It may get down into the single digits tonight in parts of the DFW area. Luckily we didn't get much ice in DFW proper so I was able to do the normal 60-70 mph to work. The southern and eastern portions of Dallas got ice/snow, but oddly, the northern portions didn't get as much and what it did get, didn't stick. I think Houston, Austin, and Dallas are supposed to be colder than Boston, New York, and Anchorage today/tonight.
In Texas, nobody or nothing will stop idiot drivers. Tailgating, doing 100. Nothing. However, I was in Buffalo one Christmas and people were fishtailing at 50 to 60 on the side of a mountain with no guardrail, so. idiot knows no bounds. I was doing 5 miles an hour for comparison and still felt scared shitless.
Im assuming by now they put salt, mulch, sod on all these icy overpasses. Tonight I have to take a freeway
I use this Transtar traffic map to show where there's ice; looks like there's still some all the way up to Willis. If you're not leaving for some hours it could melt away.... https://traffic.houstontranstar.org/layers/
I have two co-workers with the same problem. My wife and I had that issue during the freeze of one week/two weeks ago.
2 hour drive to work (Montgomery Cty. to Houston downtown)- holy moly. Got stuck at Shepherd, at least more than an hour then I-45/I-10 blocked, they are only allow I-10 West exit, or Houston Ave. The drive is slow for most around 55 mph, there are some spots with ice and water. I didn't slip at all, on turns, or speeding up. The main thing is don't press the gas too hard and the brake too hard. If you don't need to work, don't work.
Put on a heartwarming movie and turn the volume up to the max. It worked for me when I blasted My Life starring Michael Keaton.
The pipes that freeze are exterior and exposed. Find the one that comes directly from the water main. (At my house, it's in the front yard. It's where I connect a hose.) Take off the insulation, and heat the metal pipe with a blow dryer or even better with a small propane blow torch. The blow torch will be a lot faster.
Don't dig. Pipes underground don't freeze. The pipes that do are exposed and come out from the ground and go into the house. Wait, 6 feet under? What you mean?
Are you sure? That's exactly what I've always been told NOT to do. Edit: Talking about the blow torch part.
Hmm. Then don't. I have done that during these last two freezes. Wonder why I shouldn't have. I would think a blow dryer would be safe.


* _WHAT THIS TASK INVOLVES_
Restate exactly the lines below, from the one containing "Give me the" through the final line, and leave out the pictures.

━━ DATA PROVIDED ━━

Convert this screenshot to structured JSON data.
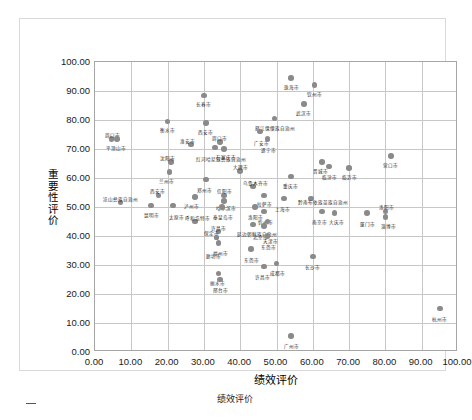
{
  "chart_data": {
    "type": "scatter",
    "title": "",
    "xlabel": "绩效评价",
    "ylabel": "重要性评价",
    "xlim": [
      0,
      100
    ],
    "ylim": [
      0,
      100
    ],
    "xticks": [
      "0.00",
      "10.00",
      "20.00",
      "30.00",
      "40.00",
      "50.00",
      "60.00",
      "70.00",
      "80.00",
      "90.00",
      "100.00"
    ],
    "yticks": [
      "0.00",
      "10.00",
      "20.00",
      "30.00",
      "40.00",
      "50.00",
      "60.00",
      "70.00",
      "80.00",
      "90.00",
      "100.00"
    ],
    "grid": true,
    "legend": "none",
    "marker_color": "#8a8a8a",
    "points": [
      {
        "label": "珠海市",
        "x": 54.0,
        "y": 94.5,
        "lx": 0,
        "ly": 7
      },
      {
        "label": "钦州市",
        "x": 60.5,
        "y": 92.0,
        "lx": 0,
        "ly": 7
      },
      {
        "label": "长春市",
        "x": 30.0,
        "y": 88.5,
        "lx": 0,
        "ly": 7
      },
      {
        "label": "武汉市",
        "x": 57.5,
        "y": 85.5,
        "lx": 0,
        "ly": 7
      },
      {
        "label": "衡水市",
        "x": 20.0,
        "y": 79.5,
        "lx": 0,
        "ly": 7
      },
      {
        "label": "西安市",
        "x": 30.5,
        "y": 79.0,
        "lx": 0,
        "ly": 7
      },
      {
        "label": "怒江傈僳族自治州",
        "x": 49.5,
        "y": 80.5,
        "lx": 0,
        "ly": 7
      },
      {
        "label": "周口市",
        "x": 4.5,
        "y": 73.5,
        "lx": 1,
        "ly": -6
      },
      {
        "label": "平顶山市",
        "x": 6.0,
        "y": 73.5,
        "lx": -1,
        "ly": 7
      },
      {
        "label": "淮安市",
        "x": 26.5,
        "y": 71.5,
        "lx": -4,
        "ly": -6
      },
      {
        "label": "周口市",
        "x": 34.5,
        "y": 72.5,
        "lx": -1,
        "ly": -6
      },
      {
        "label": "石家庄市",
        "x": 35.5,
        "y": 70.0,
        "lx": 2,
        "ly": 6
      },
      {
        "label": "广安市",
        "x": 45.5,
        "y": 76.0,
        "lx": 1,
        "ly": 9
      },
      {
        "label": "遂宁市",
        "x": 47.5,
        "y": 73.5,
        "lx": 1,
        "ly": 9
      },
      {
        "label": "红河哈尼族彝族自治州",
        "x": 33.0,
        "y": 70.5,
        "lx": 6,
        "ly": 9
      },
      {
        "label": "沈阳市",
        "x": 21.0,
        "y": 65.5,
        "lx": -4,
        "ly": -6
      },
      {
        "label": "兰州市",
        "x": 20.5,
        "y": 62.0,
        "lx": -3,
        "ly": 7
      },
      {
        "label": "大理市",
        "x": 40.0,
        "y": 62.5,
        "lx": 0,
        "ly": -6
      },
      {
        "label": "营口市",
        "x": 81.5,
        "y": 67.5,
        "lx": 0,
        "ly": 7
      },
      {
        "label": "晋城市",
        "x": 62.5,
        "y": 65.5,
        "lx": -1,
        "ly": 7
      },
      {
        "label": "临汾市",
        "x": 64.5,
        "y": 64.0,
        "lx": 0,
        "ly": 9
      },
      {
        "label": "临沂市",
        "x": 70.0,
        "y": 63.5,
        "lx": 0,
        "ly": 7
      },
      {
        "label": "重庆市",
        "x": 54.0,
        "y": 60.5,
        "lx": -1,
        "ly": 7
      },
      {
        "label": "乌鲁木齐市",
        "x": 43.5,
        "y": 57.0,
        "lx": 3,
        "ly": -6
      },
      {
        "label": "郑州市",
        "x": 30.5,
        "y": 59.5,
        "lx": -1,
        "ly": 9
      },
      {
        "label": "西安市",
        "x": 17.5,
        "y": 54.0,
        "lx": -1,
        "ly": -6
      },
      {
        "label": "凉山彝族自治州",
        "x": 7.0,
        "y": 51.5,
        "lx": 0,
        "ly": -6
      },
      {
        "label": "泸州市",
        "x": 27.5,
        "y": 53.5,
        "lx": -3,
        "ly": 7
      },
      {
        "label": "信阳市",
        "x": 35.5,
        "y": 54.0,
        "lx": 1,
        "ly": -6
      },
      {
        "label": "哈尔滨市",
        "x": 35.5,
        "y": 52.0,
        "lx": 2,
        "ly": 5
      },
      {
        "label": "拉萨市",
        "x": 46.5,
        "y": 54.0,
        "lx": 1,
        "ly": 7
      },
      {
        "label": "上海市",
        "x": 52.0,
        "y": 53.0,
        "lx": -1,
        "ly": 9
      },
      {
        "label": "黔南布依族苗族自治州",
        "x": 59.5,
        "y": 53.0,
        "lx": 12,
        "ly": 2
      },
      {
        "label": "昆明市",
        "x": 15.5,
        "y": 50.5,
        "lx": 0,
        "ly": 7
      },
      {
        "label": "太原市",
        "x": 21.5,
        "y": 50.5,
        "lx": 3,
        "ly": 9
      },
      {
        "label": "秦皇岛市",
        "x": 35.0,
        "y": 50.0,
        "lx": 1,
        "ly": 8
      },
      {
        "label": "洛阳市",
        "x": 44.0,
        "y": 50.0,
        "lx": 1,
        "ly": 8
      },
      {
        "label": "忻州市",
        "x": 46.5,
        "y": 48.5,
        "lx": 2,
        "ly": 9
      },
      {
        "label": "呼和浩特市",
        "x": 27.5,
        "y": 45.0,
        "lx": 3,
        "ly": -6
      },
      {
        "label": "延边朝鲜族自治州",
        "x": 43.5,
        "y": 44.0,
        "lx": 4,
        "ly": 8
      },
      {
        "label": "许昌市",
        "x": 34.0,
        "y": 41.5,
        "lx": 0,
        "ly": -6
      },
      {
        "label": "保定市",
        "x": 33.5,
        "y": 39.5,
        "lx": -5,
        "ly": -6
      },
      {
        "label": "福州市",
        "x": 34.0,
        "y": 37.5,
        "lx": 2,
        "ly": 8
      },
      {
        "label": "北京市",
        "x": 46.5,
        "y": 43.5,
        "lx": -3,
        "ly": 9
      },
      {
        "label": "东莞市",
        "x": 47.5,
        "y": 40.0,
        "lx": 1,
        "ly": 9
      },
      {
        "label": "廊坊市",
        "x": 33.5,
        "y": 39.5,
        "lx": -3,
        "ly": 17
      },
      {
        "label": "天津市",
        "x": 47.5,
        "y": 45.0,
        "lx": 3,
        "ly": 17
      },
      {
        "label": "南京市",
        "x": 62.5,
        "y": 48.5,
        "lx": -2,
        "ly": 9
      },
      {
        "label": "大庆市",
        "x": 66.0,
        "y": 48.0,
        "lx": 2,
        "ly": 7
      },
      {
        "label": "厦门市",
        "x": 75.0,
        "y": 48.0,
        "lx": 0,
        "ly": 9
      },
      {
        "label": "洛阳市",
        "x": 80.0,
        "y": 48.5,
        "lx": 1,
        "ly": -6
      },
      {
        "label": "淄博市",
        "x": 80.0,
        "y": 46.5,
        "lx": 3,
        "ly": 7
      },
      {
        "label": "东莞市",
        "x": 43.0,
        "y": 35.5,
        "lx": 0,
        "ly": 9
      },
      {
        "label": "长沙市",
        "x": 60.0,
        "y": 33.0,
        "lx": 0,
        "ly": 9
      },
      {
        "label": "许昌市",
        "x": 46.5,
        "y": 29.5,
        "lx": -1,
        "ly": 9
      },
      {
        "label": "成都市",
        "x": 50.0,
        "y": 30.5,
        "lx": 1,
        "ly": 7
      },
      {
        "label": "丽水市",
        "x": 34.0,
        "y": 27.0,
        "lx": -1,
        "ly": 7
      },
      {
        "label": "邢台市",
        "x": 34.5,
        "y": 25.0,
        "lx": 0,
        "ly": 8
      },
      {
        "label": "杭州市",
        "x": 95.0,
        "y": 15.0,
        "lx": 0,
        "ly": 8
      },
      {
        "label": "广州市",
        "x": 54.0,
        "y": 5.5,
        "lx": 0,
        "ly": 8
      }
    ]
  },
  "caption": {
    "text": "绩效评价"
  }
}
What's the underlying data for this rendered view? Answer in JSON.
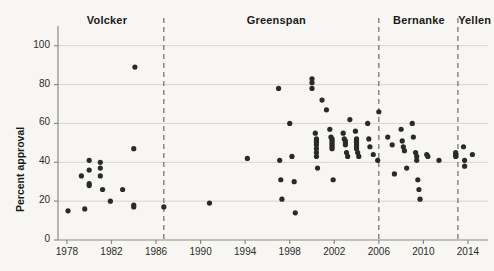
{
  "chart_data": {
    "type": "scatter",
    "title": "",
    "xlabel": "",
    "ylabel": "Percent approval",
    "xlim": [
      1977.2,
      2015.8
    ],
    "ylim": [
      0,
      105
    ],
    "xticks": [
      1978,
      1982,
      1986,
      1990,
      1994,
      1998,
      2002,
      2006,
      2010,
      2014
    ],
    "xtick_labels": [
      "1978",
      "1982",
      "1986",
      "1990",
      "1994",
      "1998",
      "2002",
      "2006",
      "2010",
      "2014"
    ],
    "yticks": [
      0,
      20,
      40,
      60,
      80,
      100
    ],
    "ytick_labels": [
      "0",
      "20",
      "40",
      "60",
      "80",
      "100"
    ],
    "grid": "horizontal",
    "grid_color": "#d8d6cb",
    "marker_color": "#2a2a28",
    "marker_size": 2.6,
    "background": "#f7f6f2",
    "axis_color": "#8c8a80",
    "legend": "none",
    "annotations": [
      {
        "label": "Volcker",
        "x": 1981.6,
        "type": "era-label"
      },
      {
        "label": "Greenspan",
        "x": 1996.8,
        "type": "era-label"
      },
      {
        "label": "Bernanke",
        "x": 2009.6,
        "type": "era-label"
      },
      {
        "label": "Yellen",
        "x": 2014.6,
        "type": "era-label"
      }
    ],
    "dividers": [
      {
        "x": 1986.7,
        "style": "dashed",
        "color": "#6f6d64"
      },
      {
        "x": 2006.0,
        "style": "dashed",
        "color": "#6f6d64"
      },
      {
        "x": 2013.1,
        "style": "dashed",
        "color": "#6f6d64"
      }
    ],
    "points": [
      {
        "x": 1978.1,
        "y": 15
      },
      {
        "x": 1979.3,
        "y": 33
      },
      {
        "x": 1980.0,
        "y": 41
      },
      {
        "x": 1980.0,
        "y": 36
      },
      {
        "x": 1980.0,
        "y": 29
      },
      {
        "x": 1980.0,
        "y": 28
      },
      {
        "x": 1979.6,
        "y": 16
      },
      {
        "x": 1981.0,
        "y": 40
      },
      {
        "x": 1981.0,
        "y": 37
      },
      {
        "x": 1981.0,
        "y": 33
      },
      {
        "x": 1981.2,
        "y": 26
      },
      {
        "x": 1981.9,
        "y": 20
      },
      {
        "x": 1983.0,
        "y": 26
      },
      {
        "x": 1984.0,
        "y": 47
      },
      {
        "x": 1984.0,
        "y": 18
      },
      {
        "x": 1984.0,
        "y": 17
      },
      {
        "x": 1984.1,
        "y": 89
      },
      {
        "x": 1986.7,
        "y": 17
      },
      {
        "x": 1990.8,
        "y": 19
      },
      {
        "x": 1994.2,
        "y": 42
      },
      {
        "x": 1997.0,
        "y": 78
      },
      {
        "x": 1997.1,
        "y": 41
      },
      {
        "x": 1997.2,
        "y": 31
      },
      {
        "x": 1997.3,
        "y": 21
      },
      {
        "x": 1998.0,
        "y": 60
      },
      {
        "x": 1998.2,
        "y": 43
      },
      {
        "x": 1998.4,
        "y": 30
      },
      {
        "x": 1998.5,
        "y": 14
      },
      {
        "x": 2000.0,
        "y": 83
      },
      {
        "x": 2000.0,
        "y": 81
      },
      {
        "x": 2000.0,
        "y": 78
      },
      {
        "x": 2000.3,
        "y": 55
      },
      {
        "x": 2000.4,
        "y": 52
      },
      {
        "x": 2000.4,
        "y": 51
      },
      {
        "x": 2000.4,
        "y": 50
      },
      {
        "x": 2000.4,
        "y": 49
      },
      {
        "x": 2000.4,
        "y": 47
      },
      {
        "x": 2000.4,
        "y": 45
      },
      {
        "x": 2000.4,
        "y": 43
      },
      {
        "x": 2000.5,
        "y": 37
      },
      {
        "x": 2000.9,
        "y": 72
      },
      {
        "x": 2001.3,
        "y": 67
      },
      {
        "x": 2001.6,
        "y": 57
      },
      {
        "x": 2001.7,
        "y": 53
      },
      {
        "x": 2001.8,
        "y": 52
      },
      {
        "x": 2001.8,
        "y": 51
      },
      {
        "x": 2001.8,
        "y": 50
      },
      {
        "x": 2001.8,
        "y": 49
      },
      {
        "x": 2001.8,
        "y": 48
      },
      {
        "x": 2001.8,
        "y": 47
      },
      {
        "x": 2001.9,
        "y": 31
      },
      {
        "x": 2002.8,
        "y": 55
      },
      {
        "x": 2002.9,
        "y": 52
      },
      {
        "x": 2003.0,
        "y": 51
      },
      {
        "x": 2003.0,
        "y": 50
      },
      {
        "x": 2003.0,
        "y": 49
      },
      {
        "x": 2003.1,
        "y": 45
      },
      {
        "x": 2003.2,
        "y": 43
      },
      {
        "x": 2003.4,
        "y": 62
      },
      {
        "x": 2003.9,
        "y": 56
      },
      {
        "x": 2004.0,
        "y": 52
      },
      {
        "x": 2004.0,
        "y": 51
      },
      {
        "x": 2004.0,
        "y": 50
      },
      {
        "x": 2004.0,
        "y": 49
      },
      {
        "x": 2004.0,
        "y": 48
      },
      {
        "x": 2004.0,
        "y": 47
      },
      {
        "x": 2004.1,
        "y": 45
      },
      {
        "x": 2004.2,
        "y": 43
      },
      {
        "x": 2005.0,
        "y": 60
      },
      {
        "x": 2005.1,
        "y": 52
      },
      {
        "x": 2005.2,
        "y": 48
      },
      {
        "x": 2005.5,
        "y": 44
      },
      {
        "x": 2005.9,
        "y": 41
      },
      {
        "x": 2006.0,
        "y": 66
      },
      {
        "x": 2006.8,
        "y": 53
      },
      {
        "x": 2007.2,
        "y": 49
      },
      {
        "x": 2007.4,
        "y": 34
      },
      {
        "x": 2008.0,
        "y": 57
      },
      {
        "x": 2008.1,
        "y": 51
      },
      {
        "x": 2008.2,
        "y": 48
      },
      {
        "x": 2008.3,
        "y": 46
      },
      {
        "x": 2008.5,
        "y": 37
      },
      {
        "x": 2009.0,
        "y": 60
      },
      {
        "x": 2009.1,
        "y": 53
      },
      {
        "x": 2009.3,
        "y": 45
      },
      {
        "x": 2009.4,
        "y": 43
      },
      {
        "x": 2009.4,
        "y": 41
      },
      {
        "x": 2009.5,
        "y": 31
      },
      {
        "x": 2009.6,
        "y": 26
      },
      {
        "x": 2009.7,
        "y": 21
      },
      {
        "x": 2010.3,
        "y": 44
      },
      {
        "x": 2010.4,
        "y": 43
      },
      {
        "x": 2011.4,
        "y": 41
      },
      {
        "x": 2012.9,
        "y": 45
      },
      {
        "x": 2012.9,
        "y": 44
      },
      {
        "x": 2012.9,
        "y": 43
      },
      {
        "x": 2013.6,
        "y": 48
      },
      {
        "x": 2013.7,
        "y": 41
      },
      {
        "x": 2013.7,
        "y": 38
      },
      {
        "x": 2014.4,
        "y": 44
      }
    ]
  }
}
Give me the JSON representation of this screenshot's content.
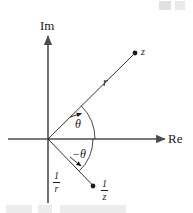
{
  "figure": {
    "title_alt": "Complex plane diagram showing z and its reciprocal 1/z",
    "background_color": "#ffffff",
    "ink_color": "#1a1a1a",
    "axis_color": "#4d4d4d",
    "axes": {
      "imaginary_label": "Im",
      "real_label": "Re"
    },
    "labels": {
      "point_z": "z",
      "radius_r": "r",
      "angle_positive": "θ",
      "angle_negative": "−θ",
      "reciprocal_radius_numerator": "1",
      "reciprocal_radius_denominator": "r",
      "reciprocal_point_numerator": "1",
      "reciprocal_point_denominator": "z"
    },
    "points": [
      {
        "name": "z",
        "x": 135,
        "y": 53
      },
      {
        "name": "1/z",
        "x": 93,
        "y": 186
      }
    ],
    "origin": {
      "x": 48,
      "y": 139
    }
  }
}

━━━

* _WRITTEN SOLUTION_
Give me the JSON representation of this screenshot's content.
{
  "figure": {
    "title_alt": "Complex plane diagram showing z and its reciprocal 1/z",
    "background_color": "#ffffff",
    "ink_color": "#1a1a1a",
    "axis_color": "#4d4d4d",
    "axes": {
      "imaginary_label": "Im",
      "real_label": "Re"
    },
    "labels": {
      "point_z": "z",
      "radius_r": "r",
      "angle_positive": "θ",
      "angle_negative": "−θ",
      "reciprocal_radius_numerator": "1",
      "reciprocal_radius_denominator": "r",
      "reciprocal_point_numerator": "1",
      "reciprocal_point_denominator": "z"
    },
    "points": [
      {
        "name": "z",
        "x": 135,
        "y": 53
      },
      {
        "name": "1/z",
        "x": 93,
        "y": 186
      }
    ],
    "origin": {
      "x": 48,
      "y": 139
    }
  }
}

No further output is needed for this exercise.